The Apple docs on concurrency should help:
http://developer.apple.com/library/ios/#documentation/General/Conceptual/ConcurrencyProgrammingGuide/Introduction/Introduction.html
The pitfalls of this approach have to do with when you "swap out" the NSArray for a fresh one. Imagine that thread1 gets a reference to the array, and at the same time thread2 swaps the arrays and finishes processing. Thread1 is now writing to a dead array (one that will no longer be processed), even if it's just for a few milliseconds. The way to prevent this, of couse, is by using synchronized code-blocks (i.e., make your code "thread-safe") in the critical sections, but it's kind of hard not to overshoot the mark and synchronize too much of your code (sacrificing performance).
So the risks are you'll:
Make code that is not thread-safe
Make code that overuses synchronize and is slow (and threads already have a performance overhead)

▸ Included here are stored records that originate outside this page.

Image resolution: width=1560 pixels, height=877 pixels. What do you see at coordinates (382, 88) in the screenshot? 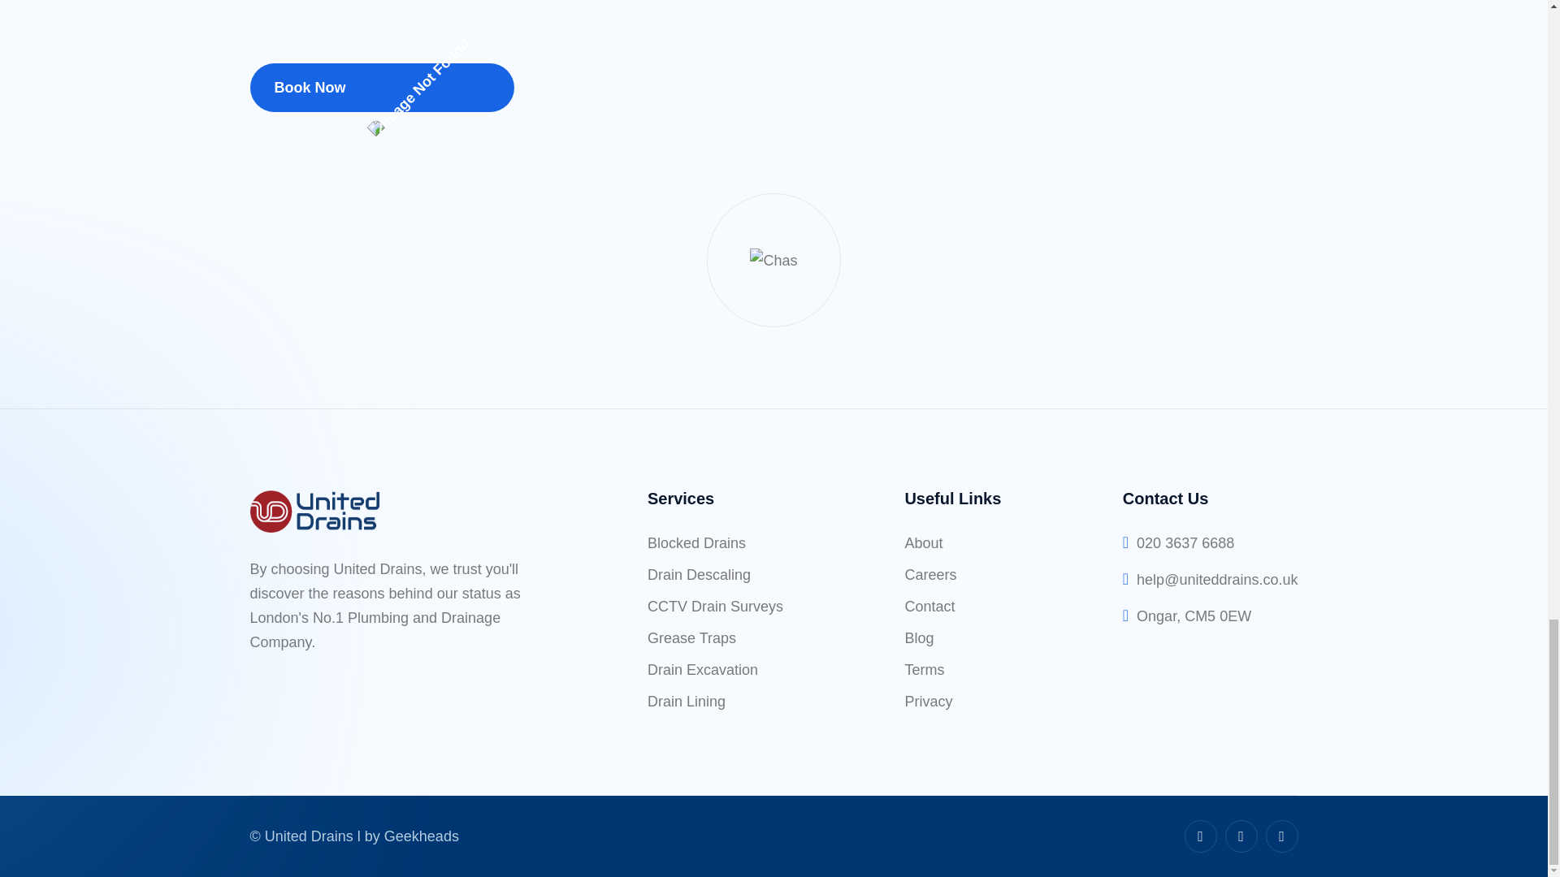
I see `Book Now` at bounding box center [382, 88].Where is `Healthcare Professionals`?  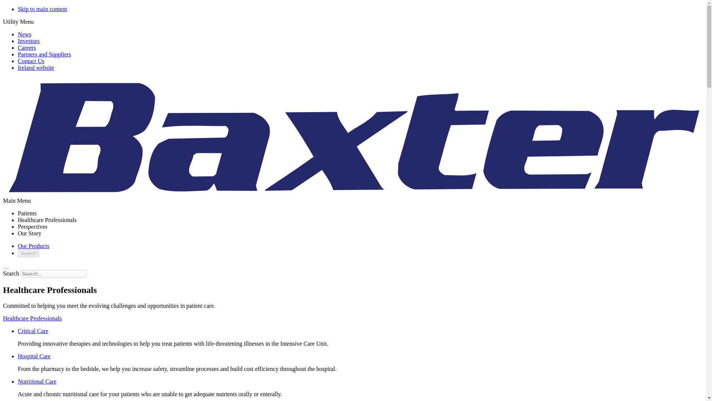 Healthcare Professionals is located at coordinates (32, 318). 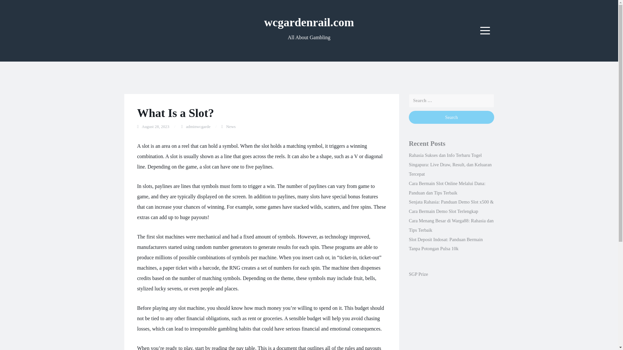 What do you see at coordinates (309, 22) in the screenshot?
I see `wcgardenrail.com` at bounding box center [309, 22]. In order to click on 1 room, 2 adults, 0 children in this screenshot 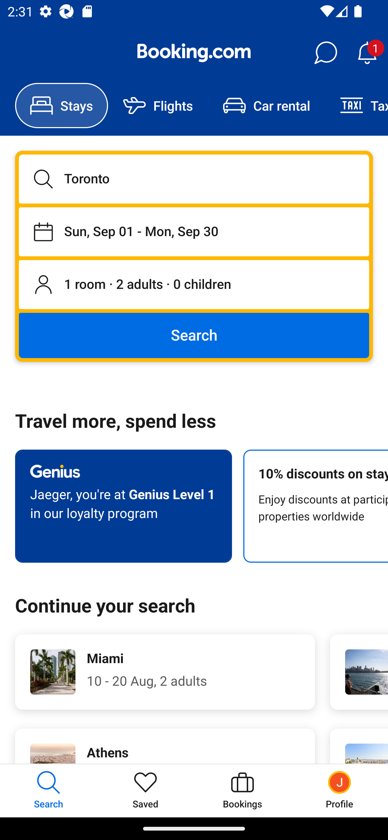, I will do `click(194, 285)`.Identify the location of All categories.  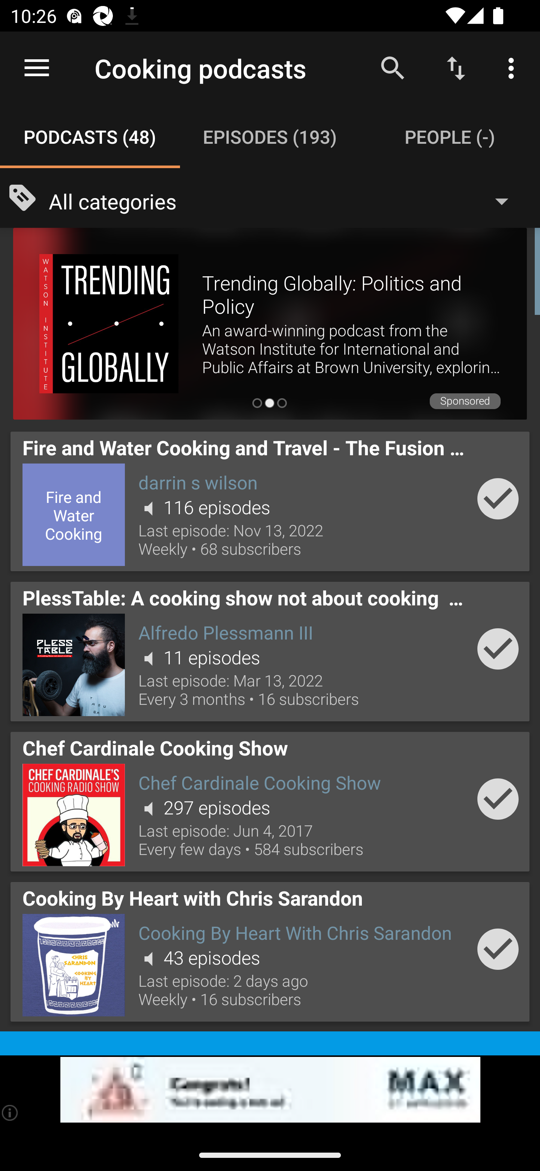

Make some combination of these two: slow, unsafe code.
The idea is to "migrate away from threads" which is what this link is about.
My software will simulate a few hundred hardware devices, each of which will send several thousand reports to a database server.
Trying it without threading did not give very good results, so now it's time to thread.
Since I am load testing the d/b server, some of those transactions will succeed and a few may fail. The GUI of the main program needs to reflect this. How should the threads communicate their results back to the main program? Update global variables? Send a message? Or something lese?
Now, if I update only at the end of each thread then the GUI is going to look rather boring (and I can't tell if the program hung). It might be nice to update the GUI periodically. But that might cause contention, with threads waiting for other threads to update (for instance, if I am writing to global variables, I need a mutex, which will block each thread which is waiting to write).
I'm new to threading. How is this normally done? Perhaps the main program could poll the threads, instead of the threads iforming the main program?
One way to organize this is for your threads to add messages to a thread-safe queue (e.g. a ConcurrentQueue) as they get data. To keep things simple you can have a timer thread in your UI that periodically dequeues the queued messages to a private list and then renders them. This design allows your threads to easily queue and forget messages with minimal contention, and for your UI to periodically update itself without blocking your writers too much (i.e. for only the period it takes to dequeue current messages to a private list).
Although you are attempting to simulate the load of hundreds of devices, using thread per device is not the way to model this as you can only run so many threads concurrently anyway.